Welcome to the home for Digital Research 2013

Here you will be asked to post a screenshot as well as an approximately 400 word description of the criteria or parameters that you implemented in your use of this weeks precedent study.

Here is the schedule for the semester, including the student responsible for moderating the discussion:

Performative
8/20- Shanghai Tower- Beorkrem
8/27- Versioning- Steven Danilowicz
9/3- Adaptive Components- Dylan davis
9/10- Material Constraints- Christian Sjoberg
9/17- Programmatic Constraints- Neil Edwards

Generative
9/24- Aesthetic- Trevor Hess
10/1- Biomimicry- Ben Sullivan
10/8- NO CLASS- Fall Break

Interactive Design
10/15- Smart Objects- Lina Lee
10/22- Smart interfaces- Isabel Fee

Data Visualization
10/29- Emotive Expression- Chris Pockette
11/5- Physical Expression-
11/12- Daylighting-
11/19- Final Project begins
11/26
12/3

Tuesday, September 17, 2013

Material Contraints

Looking back the the grasshopper script that we made, the most important part is list manipulation. Having gotten all of the points out of the half torus, there are two options, constrain the number of points on each section to an odd number, or do some hacking to make the lists work correctly. Personally, I think that it would be much easier to constrain the number of points to an odd amount, and I don't see it having a negative impact on the aesthetics of the system. In that case all we would need to do is create a dispatch for the list, or filter the list with the expression:

IF listIndex % 2 == 0

This would filter out all of the list items whose index was not even, since the mod operator returns the remainder from the the division. If we don't want to constrain the number of points then the next best option would be to add two conditions to the statement that we would use if we only had an odd number of points:

IF listIndex % 2 == 0 OR listIndex == 0 OR listIndex == LengthOfTheList-1

This would allow us to filter out all of the odd indices while keeping the first and last items of the list. We subtract 1 from the variable LengthOfTheList because the first index of the list is 0.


**Work to complete:** Output each entry that follows exactly. Images stay out.

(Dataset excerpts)
········
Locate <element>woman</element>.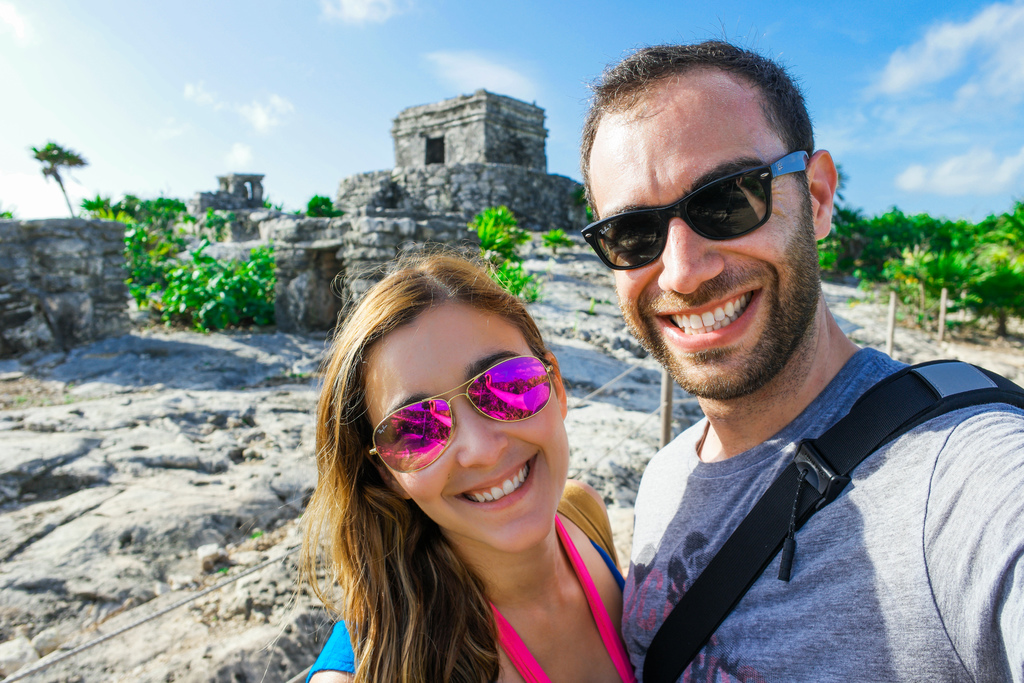
Bounding box: 252, 208, 675, 679.
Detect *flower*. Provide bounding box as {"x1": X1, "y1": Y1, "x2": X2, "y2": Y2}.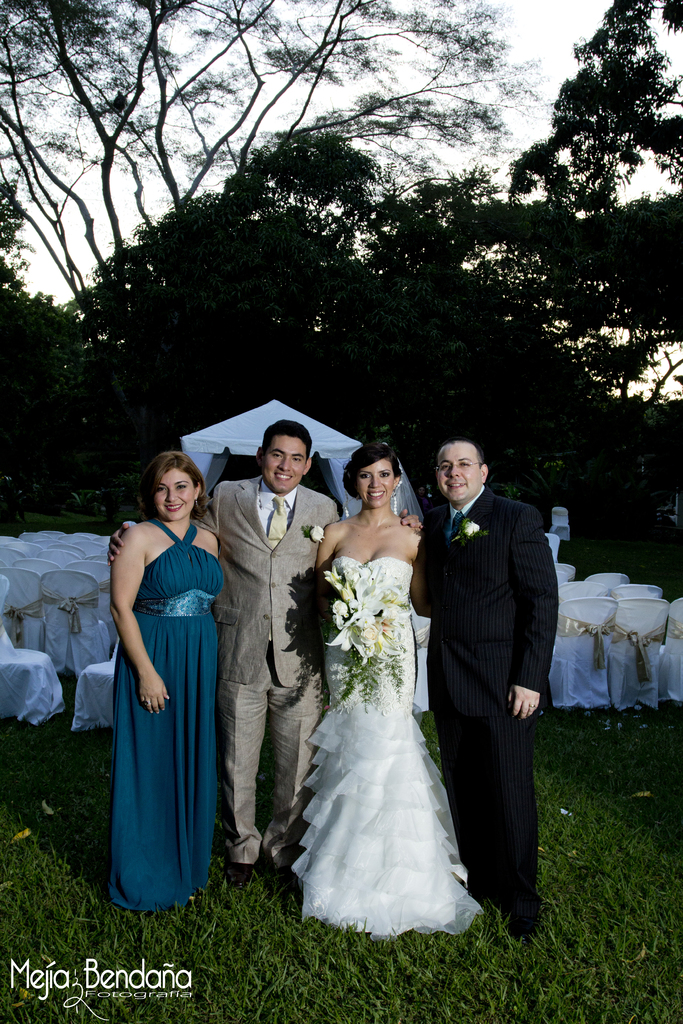
{"x1": 462, "y1": 516, "x2": 481, "y2": 536}.
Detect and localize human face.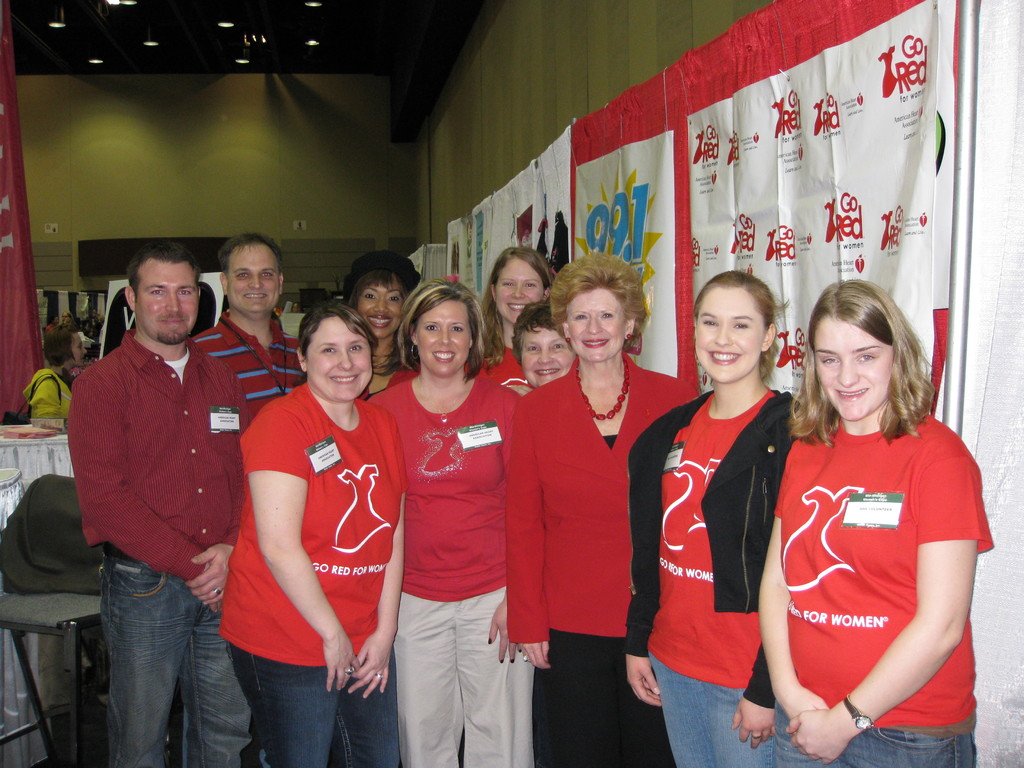
Localized at box=[137, 256, 200, 342].
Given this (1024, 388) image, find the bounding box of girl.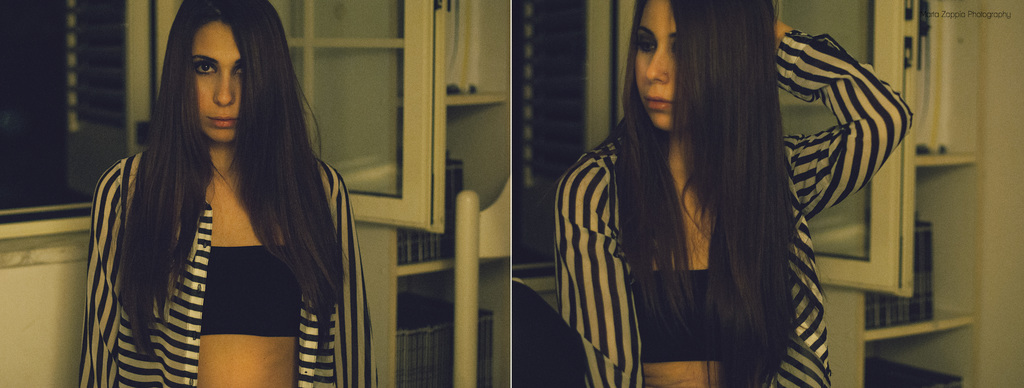
(x1=553, y1=0, x2=910, y2=387).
········
**Answer to the exercise:**
Locate <element>woman</element>.
Bounding box: 252, 208, 675, 679.
Detect *flower*. Provide bounding box as {"x1": X1, "y1": Y1, "x2": X2, "y2": Y2}.
{"x1": 462, "y1": 516, "x2": 481, "y2": 536}.
Detect and localize human face.
Localized at box=[137, 256, 200, 342].
Given this (1024, 388) image, find the bounding box of girl.
(x1=553, y1=0, x2=910, y2=387).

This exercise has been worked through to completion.